The Board has reopened the claim and finds that a psychotic disorder was manifested within one year of service, warranting service connection.
The deciding factor: New evidence shows the veteran had psychiatric symptoms within one year of his separation from service, supporting a finding of service connection for a psychotic disorder.
- Claimed conditions
- psychotic disorder
- How they argued it
- Reopened with new and material evidence
- Exposure basis
- None
- Rating assigned
- None in this decision
- Decision date
- July 22, 2003
- Citation
- 0317039
This is a plain-language summary generated by AI from a public Board of Veterans’ Appeals decision. It can contain errors — always verify against the original. Look up the original decision on VA.gov (opens in a new tab) using citation 0317039.
What this means for you
A grant means the Board agreed the veteran was entitled to the benefit. Decisions like this show the kind of evidence and arguments that tend to succeed for claims like it.
What you can do next
Related decisions
Other Board decisions on a similar condition or argued the same way.
- Remanded (sent back)
The Board remands the claims for service connection for antisocial personality disorder, PTSD, and psychotic disorder due to an inadequate VA examination and a duty to assist error.
- Denied
The Board denied the Veteran's claim for service connection for an acquired psychiatric disorder, including anxiety disorder, depression, a psychotic disorder, and PTSD.
- Remanded (sent back)
The Board remanded the veteran's claim for service connection of neurobehavioral effects due to exposure to contaminated water at Camp Lejeune. The Board found that the VA did not provide an adequate examination and failed to obtain relevant medical records.
- Remanded (sent back)
The Board has remanded the Veteran's claim of entitlement to service-connected acquired psychiatric disorder due to inadequate VA medical examination and opinion. The case will be returned for a new examination and opinion.
We are not the VA. Veterans’ Rights is an independent resource built for veterans. We are not the U.S. Department of Veterans Affairs, not part of the government, and not endorsed by any government agency.
This is general information, not legal advice. For advice about your own situation, talk to a VA-accredited representative — many help for free.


Directions for this task. Copy out every entry that follows, without a single picture.

(Figure content listings)
┄┄┄┄┄┄┄┄┄┄┄┄┄┄┄┄┄┄┄┄

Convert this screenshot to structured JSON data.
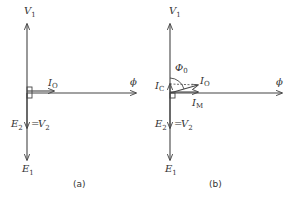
{
  "diagrams": [
    {
      "id": "a",
      "caption": "(a)",
      "labels": {
        "v1": "V",
        "v1_sub": "1",
        "i0": "I",
        "i0_sub": "O",
        "phi": "ϕ",
        "e2": "E",
        "e2_sub": "2",
        "eq": "=",
        "v2": "V",
        "v2_sub": "2",
        "e1": "E",
        "e1_sub": "1"
      }
    },
    {
      "id": "b",
      "caption": "(b)",
      "labels": {
        "v1": "V",
        "v1_sub": "1",
        "phi0": "Φ",
        "phi0_sub": "0",
        "ic": "I",
        "ic_sub": "C",
        "i0": "I",
        "i0_sub": "O",
        "im": "I",
        "im_sub": "M",
        "phi": "ϕ",
        "e2": "E",
        "e2_sub": "2",
        "eq": "=",
        "v2": "V",
        "v2_sub": "2",
        "e1": "E",
        "e1_sub": "1"
      }
    }
  ]
}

┄┄┄┄┄┄┄┄┄┄┄┄┄┄┄┄┄┄┄┄

Answer box.
Convert this screenshot to structured JSON data.
{
  "diagrams": [
    {
      "id": "a",
      "caption": "(a)",
      "labels": {
        "v1": "V",
        "v1_sub": "1",
        "i0": "I",
        "i0_sub": "O",
        "phi": "ϕ",
        "e2": "E",
        "e2_sub": "2",
        "eq": "=",
        "v2": "V",
        "v2_sub": "2",
        "e1": "E",
        "e1_sub": "1"
      }
    },
    {
      "id": "b",
      "caption": "(b)",
      "labels": {
        "v1": "V",
        "v1_sub": "1",
        "phi0": "Φ",
        "phi0_sub": "0",
        "ic": "I",
        "ic_sub": "C",
        "i0": "I",
        "i0_sub": "O",
        "im": "I",
        "im_sub": "M",
        "phi": "ϕ",
        "e2": "E",
        "e2_sub": "2",
        "eq": "=",
        "v2": "V",
        "v2_sub": "2",
        "e1": "E",
        "e1_sub": "1"
      }
    }
  ]
}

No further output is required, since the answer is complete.